I thought of Hadrian. They were sick, my thoughts. How terrible was I, to consider someone else’s lack of living family a form of luck? Because hewaslucky.
No, not quite a sickness. But a rancid, evil form of jealousy. I was jealous of Hadrian. The way he had stood there while his memory played before him, how he’d been able to tell me to leave the boy behind—to leavehim. I never would have asked that.
Wasn’t that what I’d been doing all this time? Even in middle school and high school, as I’d attempted to beat my way into adulthood, hadn’t I begged the universe for help? I would have asked him to stay. Had I been him, I would havebeggedhim to save myself as a child.
Worse than that, I was jealous of everything he’d gained from his father. A home. A life alone. At one point, he had no family, no children, no spouse. No one. Everything I’d ever wanted.
It must have been easier to be Hadrian—even to be a creature, locked away in that closet. Even forced to live memories over and over again. At least he knew they weren’t real. And yet I awoke every day and there was always a little splinter in the back of my mind, reminding me of everything I hadn’t done. That I couldn’t do, couldn’t say. My memories followed me. And reality never escaped me.
Shouldn’t yesterday have been example enough? I couldn’t even talk to Emma, and she and Sayer were the closest people in my life, and I couldn’t handle a simple conversation.
Pathetic.
I grabbed the trowel, fisted it like a knife, and stabbed the fluffed dirt bed.
“I hate you,” I choked. I stabbed over and over and over. “I hate you I hate you I hate you.”
That was it—that was the problem. It wasn’t that I hated people, so much that I hated myself. I hated what I’d done to myself.
I hated what I’d let happen to me. I hated that I’d never said anything. That I physically couldn’t bring myself to do it.
I chucked the trowel against the shed with wet cheeks. It bounced off with aclangand plunked right into the grass.
Days began to bleed together. A Tuesday held no specialty to a Friday. The only way I kept track was by the TV shows I watched at night before midnight came.
Sometimes the closet opened, and other times it didn’t. Thankfully, the next time it did, the yellow eyes came with it. Paint prices were my topic of choice that night.
Each night he visited, I realized I liked talking to him more than I did keeping my thoughts to myself.
“He asked me if my husband was looking for something,” I complained, eyes closed, talking with one hand. The other hung limp over the side of the bed. The TV whispered, lower than it ever had, because I was worried Hadrian wouldn’t be able to hear me talking over it. “Couldn’t he see that I was alone? Not every woman has to be married to be in a freaking hardware store.”
Another evening, when Hadrian hadn’t shown yet, I pulled Irene’s copies out of the nightstand.
Maybe there was something I was missing. I started searching key words again, until I landed on the library’s contact page. I chewed on the inside of my cheek, then glanced to the closet.
Would he mind if I asked Irene if she knew anything? Surely he wouldn’t.
But what if she said no? What if she’d not wanted to help Aunt Cadence any more than she had? What if the idea of the house being haunted had scared her away?
I highlighted her email, copied it, and opened a draft before I had the chance to think twice. This wasn’t about pride or fear of being rejected anymore. This needed to be logical, and the only logical thing to do was at least ask Irene if she knew something.
I kept the email concise, out of fear that I’d scare her away:
Hi Irene,
I hope this email finds you well. I came in a while ago asking about my aunt’s house, Harthwait, and there have been a few developments while I’ve been here. Do these look familiar to you, by any chance? I happened to find a Reddit post that sounded similar to the issue I’m having, that I believe you wrote. Please let me know if you’d like to talk—if not, I understand.
I double-checked that I’d typed my phone number correctly and attached the photos of the doorframe before hitting send.
After that, I flopped back on my bed and glared at the ceiling.
“Hadrian.”
A scratching sound came from under the bed. It should have been concerning that I didn’t jump, only held completely still, until a familiar voice said, “Yes, dearest?”
I rolled over onto my side. One clawed hand edged out from under the frame. “Did you ever go to college?”
A dark laugh. “To be frank, I didn’t need to.”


WORK ITEM: After reading the lines below, count those that contain "name" and give the count alone.

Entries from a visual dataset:
-- -- --

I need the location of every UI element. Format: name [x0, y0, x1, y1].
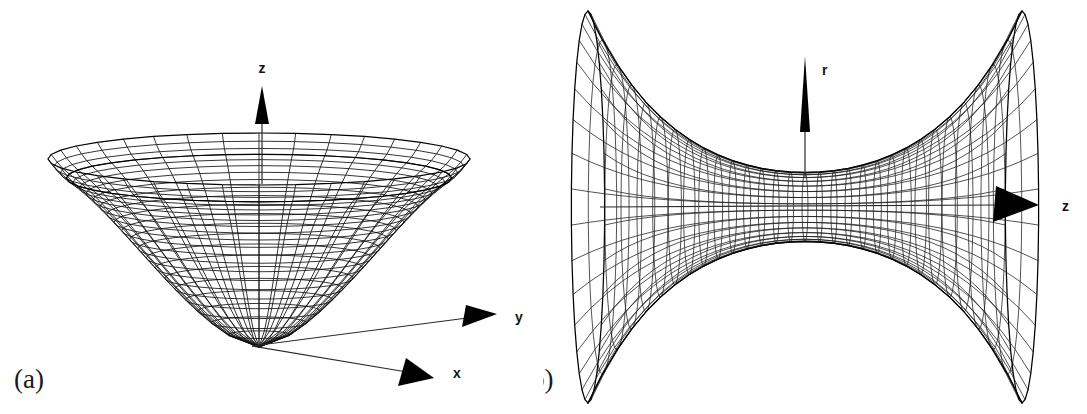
axis-label-z-b: z	[1062, 198, 1069, 214]
axis-label-r: r	[822, 62, 828, 78]
axis-label-y: y	[515, 309, 523, 325]
panel-label-a: (a)	[14, 364, 44, 394]
axis-label-x: x	[453, 365, 461, 381]
axis-label-z: z	[259, 60, 266, 76]
figure-canvas: z y x (a) r	[0, 0, 1087, 414]
figure-background	[0, 0, 1087, 414]
figure-svg: z y x (a) r	[0, 0, 1087, 414]
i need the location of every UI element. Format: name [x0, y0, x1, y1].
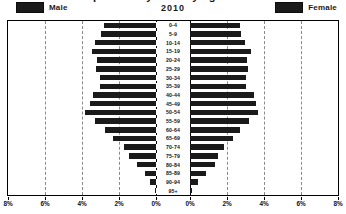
female-bar: [190, 57, 247, 62]
female-bar: [190, 179, 198, 184]
female-bar: [190, 127, 240, 132]
male-bar: [92, 49, 156, 54]
female-bar: [190, 92, 254, 97]
pyramid-row: 60-64: [8, 125, 338, 134]
male-bar: [145, 171, 156, 176]
male-bar: [85, 110, 156, 115]
female-bar: [190, 188, 192, 193]
x-axis-tick-label: 2%: [114, 200, 123, 207]
male-bar-cell: [8, 160, 156, 169]
female-bar-cell: [190, 21, 338, 30]
male-bar: [95, 40, 156, 45]
male-bar: [96, 66, 156, 71]
x-axis-tick-label: 6%: [296, 200, 305, 207]
male-bar: [137, 162, 156, 167]
age-group-label: 60-64: [156, 127, 190, 133]
male-bar-cell: [8, 186, 156, 195]
age-group-label: 80-84: [156, 162, 190, 168]
male-bar-cell: [8, 91, 156, 100]
male-bar-cell: [8, 125, 156, 134]
male-bar-cell: [8, 178, 156, 187]
male-bar-cell: [8, 73, 156, 82]
pyramid-row: 30-34: [8, 73, 338, 82]
pyramid-row: 85-89: [8, 169, 338, 178]
female-bar-cell: [190, 91, 338, 100]
female-bar: [190, 49, 251, 54]
male-bar-cell: [8, 38, 156, 47]
age-group-label: 20-24: [156, 57, 190, 63]
pyramid-row: 45-49: [8, 99, 338, 108]
male-bar-cell: [8, 30, 156, 39]
pyramid-row: 70-74: [8, 143, 338, 152]
male-bar-cell: [8, 47, 156, 56]
female-bar: [190, 75, 246, 80]
x-axis-tick-label: 4%: [259, 200, 268, 207]
male-bar: [95, 118, 156, 123]
pyramid-row: 0-4: [8, 21, 338, 30]
male-bar: [101, 31, 156, 36]
female-bar: [190, 153, 218, 158]
female-bar-cell: [190, 125, 338, 134]
female-bar-cell: [190, 117, 338, 126]
male-bar: [93, 92, 156, 97]
x-axis-tick-label: 6%: [40, 200, 49, 207]
male-bar: [129, 153, 156, 158]
age-group-label: 35-39: [156, 83, 190, 89]
female-bar: [190, 31, 241, 36]
female-bar-cell: [190, 82, 338, 91]
female-bar-cell: [190, 65, 338, 74]
pyramid-row: 95+: [8, 186, 338, 195]
male-bar: [100, 84, 156, 89]
pyramid-row: 90-94: [8, 178, 338, 187]
male-bar: [104, 23, 156, 28]
female-bar: [190, 110, 258, 115]
age-group-label: 10-14: [156, 40, 190, 46]
female-bar: [190, 171, 206, 176]
female-bar-cell: [190, 99, 338, 108]
age-group-label: 55-59: [156, 118, 190, 124]
chart-year-label: 2010: [0, 3, 346, 13]
female-bar-cell: [190, 47, 338, 56]
pyramid-row: 80-84: [8, 160, 338, 169]
male-bar-cell: [8, 56, 156, 65]
x-axis-tick-label: 0%: [185, 200, 194, 207]
female-bar-cell: [190, 143, 338, 152]
bar-rows: 0-45-910-1415-1920-2425-2930-3435-3940-4…: [8, 21, 338, 195]
pyramid-row: 20-24: [8, 56, 338, 65]
female-bar-cell: [190, 56, 338, 65]
female-bar: [190, 23, 240, 28]
male-bar-cell: [8, 108, 156, 117]
male-bar: [90, 101, 156, 106]
pyramid-row: 35-39: [8, 82, 338, 91]
x-axis-tick-label: 8%: [333, 200, 342, 207]
female-bar-cell: [190, 152, 338, 161]
female-bar-cell: [190, 134, 338, 143]
male-bar-cell: [8, 143, 156, 152]
pyramid-row: 15-19: [8, 47, 338, 56]
female-bar: [190, 144, 224, 149]
female-bar-cell: [190, 30, 338, 39]
age-group-label: 70-74: [156, 144, 190, 150]
male-bar-cell: [8, 99, 156, 108]
female-bar-cell: [190, 178, 338, 187]
female-bar-cell: [190, 160, 338, 169]
pyramid-row: 65-69: [8, 134, 338, 143]
pyramid-row: 55-59: [8, 117, 338, 126]
male-bar: [113, 136, 156, 141]
male-bar: [124, 144, 156, 149]
pyramid-row: 50-54: [8, 108, 338, 117]
male-bar-cell: [8, 152, 156, 161]
plot-area: 0-45-910-1415-1920-2425-2930-3435-3940-4…: [7, 20, 339, 196]
population-pyramid-chart: Population Pyramid by Age and Sex Male F…: [0, 0, 346, 214]
male-bar: [100, 75, 156, 80]
age-group-label: 0-4: [156, 22, 190, 28]
age-group-label: 45-49: [156, 101, 190, 107]
female-bar: [190, 118, 249, 123]
age-group-label: 40-44: [156, 92, 190, 98]
age-group-label: 30-34: [156, 75, 190, 81]
pyramid-row: 10-14: [8, 38, 338, 47]
x-axis-tick-label: 0%: [151, 200, 160, 207]
age-group-label: 50-54: [156, 109, 190, 115]
male-bar-cell: [8, 117, 156, 126]
x-axis-tick-label: 4%: [77, 200, 86, 207]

-- -- --

PROBLEM SOLUTION: 2